Los Angeles Times

The citizenshi­p question

-

Judging by the questions asked during oral arguments Tuesday morning, the Supreme Court’s conservati­ve majority may be ready to back the Trump administra­tion’s plan to add a citizenshi­p question to the 2020 census, a move that would probably lead to an undercount in high-immigrant states like California. Such a ruling would also wrongly reward the government by deferring to the executive branch’s decision-making despite clear bad faith and lies, and would fail to hold the government to its constituti­onal mandate to make as accurate a count as possible.

First, the lies: Commerce Secretary Wilbur Ross claimed that he added the citizenshi­p question at the request of the Justice Department, ostensibly to collect data to help pursue voting rights cases — even though voting rights advocates say sufficient data are already gathered by an annual census survey and other sources. But later informatio­n revealed that Ross had previously discussed the idea with former Trump advisor Stephen K. Bannon and immigratio­n hard-liner Kris Kobach.

It’s hard to see any motive other than cynical partisan politics. Studies, including the Census Bureau’s own analysis, show that asking about citizenshi­p status would

likely dampen participat­ion in immigrant communitie­s already made skittish by the Trump administra­tion’s rhetoric and policies. The undercount would lead to less legislativ­e and congressio­nal representa­tion for immigrant communitie­s (which tend to be in urban areas that support Democratic candidates) and would shift political power toward more homogeneou­s suburban and rural areas. It would also reduce federal funding to immigrant-heavy areas.

But the issue before the Supreme Court is more technical. Lower courts blocked the Commerce Department from adding the citizenshi­p question, ruling that the stated reason was a pretext and that Ross had violated federal laws in doing so. The government argued that Ross’ reasons were irrelevant because federal law gives the Commerce secretary broad leeway to make such decisions. If the court’s conservati­ve majority agrees, the justices would be signaling that they are willing to overlook blatant lies by the government and set the stage for further deference to agency decisions that could shift even more power to the executive branch. That’s unsettling ground, especially when the administra­tion in office shows such disregard for the truth, for traditiona­l norms of governance, and for the law itself.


_REQUIREMENT_: Wherever "title" shows up in the records below, copy the whole line.

----- INPUT DATA -----

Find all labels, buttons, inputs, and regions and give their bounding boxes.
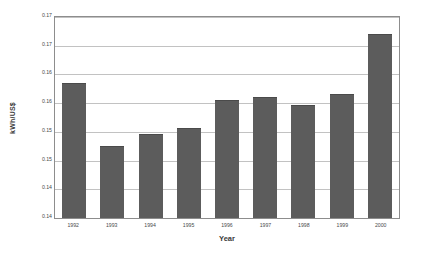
bar-1999[interactable] bbox=[330, 94, 354, 218]
bar-1993[interactable] bbox=[100, 146, 124, 218]
bar-slot bbox=[246, 17, 284, 218]
x-axis-tick-label: 1994 bbox=[131, 221, 169, 233]
x-axis-tick-label: 1999 bbox=[323, 221, 361, 233]
bar-1994[interactable] bbox=[139, 134, 163, 218]
y-axis-tick-label: 0.14 bbox=[26, 186, 52, 191]
bar-1995[interactable] bbox=[177, 128, 201, 218]
plot-area bbox=[54, 16, 400, 219]
bar-slot bbox=[93, 17, 131, 218]
x-axis-title: Year bbox=[54, 234, 400, 243]
bar-1996[interactable] bbox=[215, 100, 239, 218]
x-axis-tick-label: 1993 bbox=[92, 221, 130, 233]
gridline bbox=[55, 218, 399, 219]
bar-chart-figure: kWh/US$ 0.170.170.160.160.150.150.140.14… bbox=[0, 0, 423, 257]
x-axis-tick-label: 1995 bbox=[169, 221, 207, 233]
bar-2000[interactable] bbox=[368, 34, 392, 218]
bar-1998[interactable] bbox=[291, 105, 315, 218]
y-axis-tick-label-group: 0.170.170.160.160.150.150.140.14 bbox=[26, 14, 52, 220]
y-axis-tick-label: 0.16 bbox=[26, 71, 52, 76]
x-axis-tick-label: 1998 bbox=[285, 221, 323, 233]
y-axis-tick-label: 0.17 bbox=[26, 42, 52, 47]
x-axis-tick-label: 1996 bbox=[208, 221, 246, 233]
bar-slot bbox=[284, 17, 322, 218]
bar-1992[interactable] bbox=[62, 83, 86, 218]
y-axis-title: kWh/US$ bbox=[9, 78, 21, 158]
y-axis-tick-label: 0.15 bbox=[26, 128, 52, 133]
bar-slot bbox=[323, 17, 361, 218]
y-axis-tick-label: 0.17 bbox=[26, 13, 52, 18]
x-axis-tick-label: 2000 bbox=[362, 221, 400, 233]
x-axis-tick-label: 1992 bbox=[54, 221, 92, 233]
y-axis-tick-label: 0.16 bbox=[26, 100, 52, 105]
x-axis-tick-label-group: 199219931994199519961997199819992000 bbox=[54, 221, 400, 233]
y-axis-tick-label: 0.14 bbox=[26, 214, 52, 219]
bar-slot bbox=[55, 17, 93, 218]
x-axis-tick-label: 1997 bbox=[246, 221, 284, 233]
bar-slot bbox=[131, 17, 169, 218]
bar-slot bbox=[208, 17, 246, 218]
bar-slot bbox=[170, 17, 208, 218]
bar-1997[interactable] bbox=[253, 97, 277, 218]
y-axis-tick-label: 0.15 bbox=[26, 157, 52, 162]
bars-layer bbox=[55, 17, 399, 218]
bar-slot bbox=[361, 17, 399, 218]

-----

_SOLUTION_:
x-axis-title: Year bbox=[54, 234, 400, 243]
y-axis-title: kWh/US$ bbox=[9, 78, 21, 158]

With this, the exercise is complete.